Some Georgia lawmakers appear to believe private businesses have to give access to any speaker. But Internet services have made commitments to their users to try and protect them from certain problematic content, and that is itself a speech interest. A digital service saying “we don’t want to host Nazi Party candidates” is exercising its own First Amendment rights, and Internet users can choose services whose communities and norms best align with their own preferences. 

Georgia lawmakers are well aware that government attempts to dictate speech online violate the Constitution. Legal experts have warned that this bill will inevitably face the same legal challenges as similar proposals in neighboring states that were found unconstitutional — and Georgians will be stuck with the legal tab. Over the past year, other states have introduced legislation to impose new rules on private companies’ online content moderation practices, which would limit their ability to remove offensive or harmful content.

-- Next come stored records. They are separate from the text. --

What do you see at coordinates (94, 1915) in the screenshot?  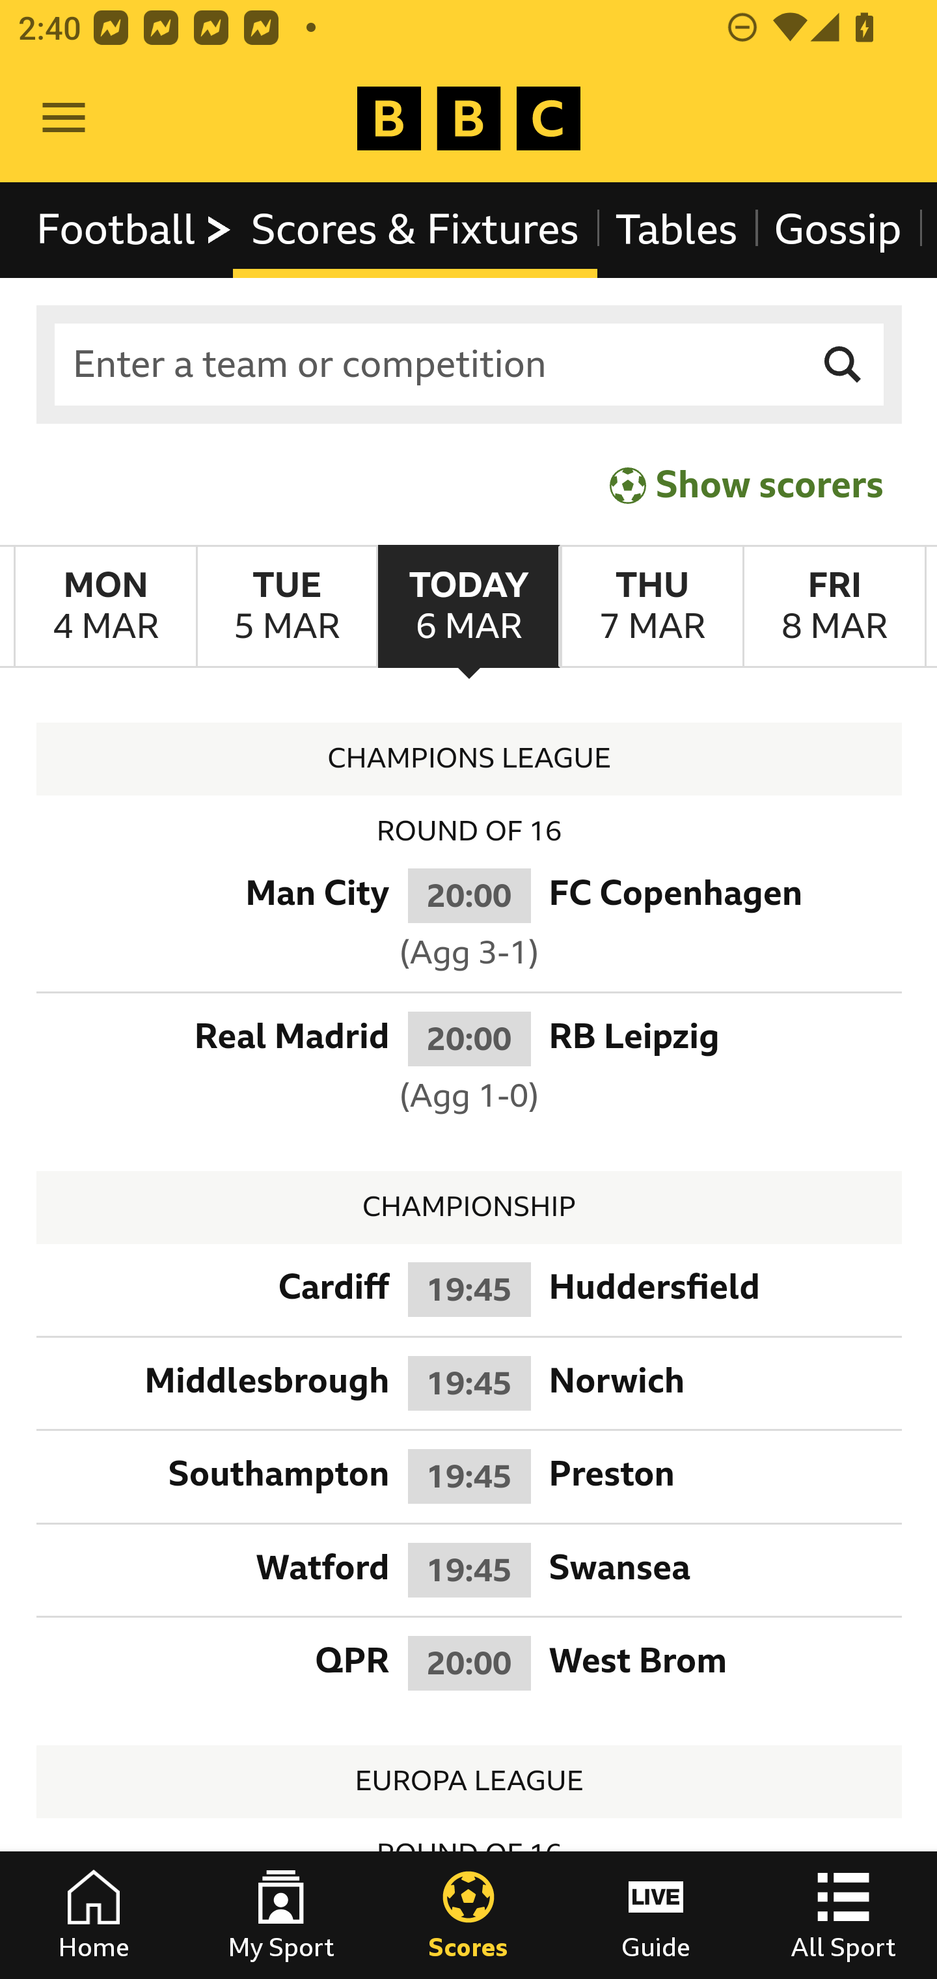 I see `Home` at bounding box center [94, 1915].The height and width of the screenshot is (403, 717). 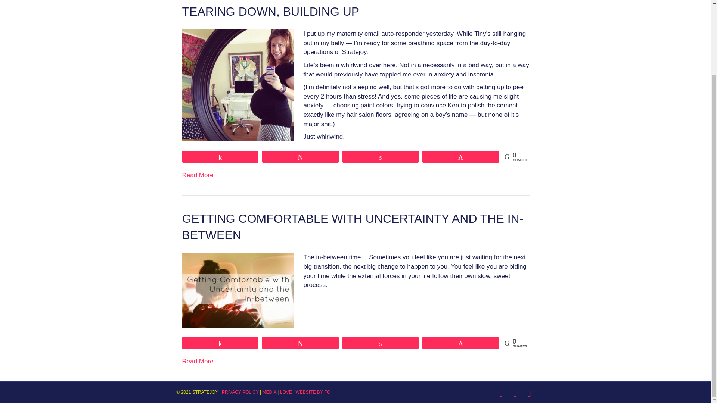 What do you see at coordinates (500, 394) in the screenshot?
I see `Facebook` at bounding box center [500, 394].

Next door, Floridians are already paying the price for the “Stop Social Media Censorship Act,” over which the state recently lost a federal court case. 

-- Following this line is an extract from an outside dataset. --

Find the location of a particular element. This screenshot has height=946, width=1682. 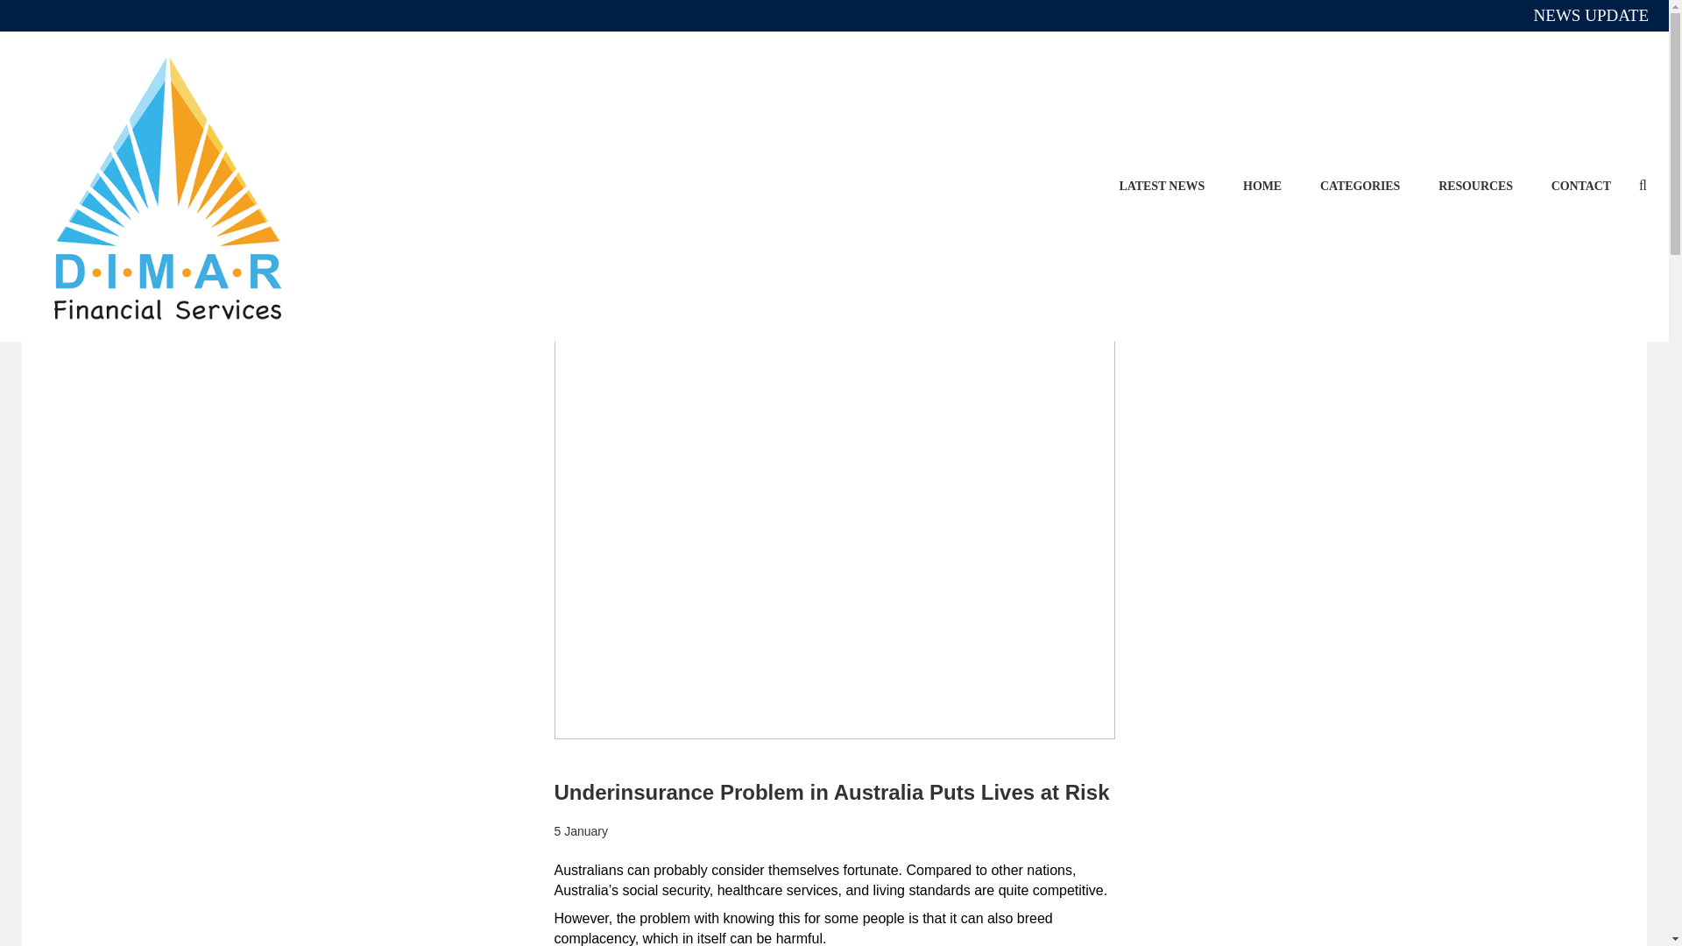

LATEST NEWS is located at coordinates (1162, 186).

The battle is not yet over, and public records requests reveal that just one Florida state agency has already wasted nearly $700,000 to defend the unconstitutional new law. Before the case is over, Florida taxpayers are almost certain to have lost seven figures to the frivolous political stunt whose only real impact has been to make work for lawyers and get news attention for its sponsors. The same situation is playing out in Texas, where a federal judge recently blocked a similar “anti-censorship” bill from taking effect. The judge concluded that Texas, just like Florida, was unconstitutionally infringing on digital services’ right to exercise editorial discretion in deciding what content was suitable for their communities.

Through a series of hearings on the “Common Carrier Non-Discrimination Act,” Georgia lawmakers have been repeatedly warned that it will face the same fate as proposals in Florida and Texas. However, the bill’s sponsors don’t seem to mind asking their constituents to foot the bill for a political stunt, and they have proven they’re willing to sacrifice user safety to punish perceived political enemies.  

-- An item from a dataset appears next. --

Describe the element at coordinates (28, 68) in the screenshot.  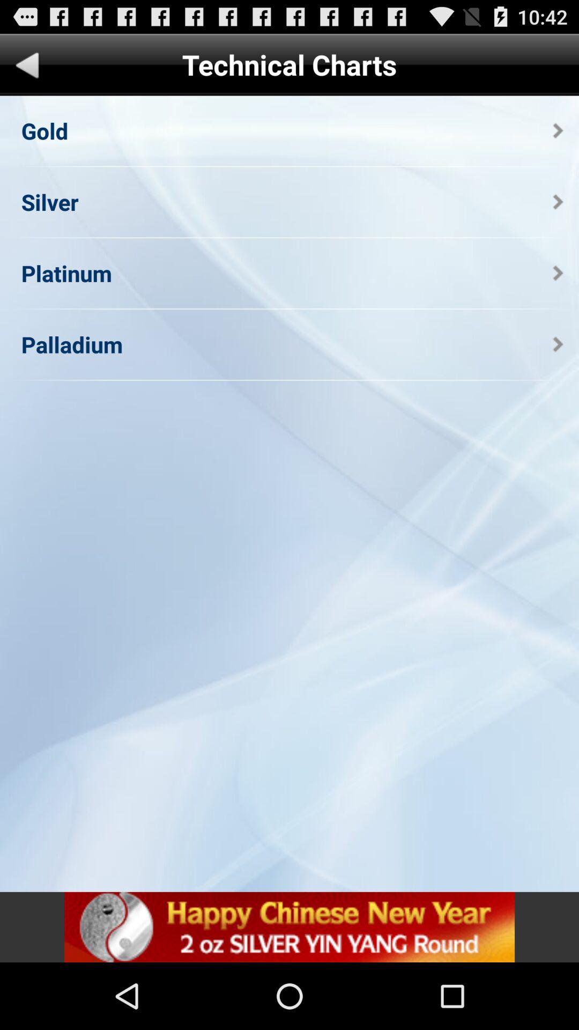
I see `go back` at that location.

In a time of economic uncertainty and geopolitical instability, the last thing Georgians need is officials wasting their tax dollars on ill-conceived laws that would flood their screens with foreign disinformation, propaganda, and extremism. Georgia legislators ought to pull the plug on this proposal.

Competition

Some, if not all of society’s most useful innovations are the byproduct of competition. In fact, although it may sound counterintuitive, innovation often flourishes when an incumbent is threatened by a new entrant because the threat of losing users to the competition drives product improvement. The Internet and the products and companies it has enabled are no exception; companies need to constantly stay on their toes, as the next startup is ready to knock them down with a better product.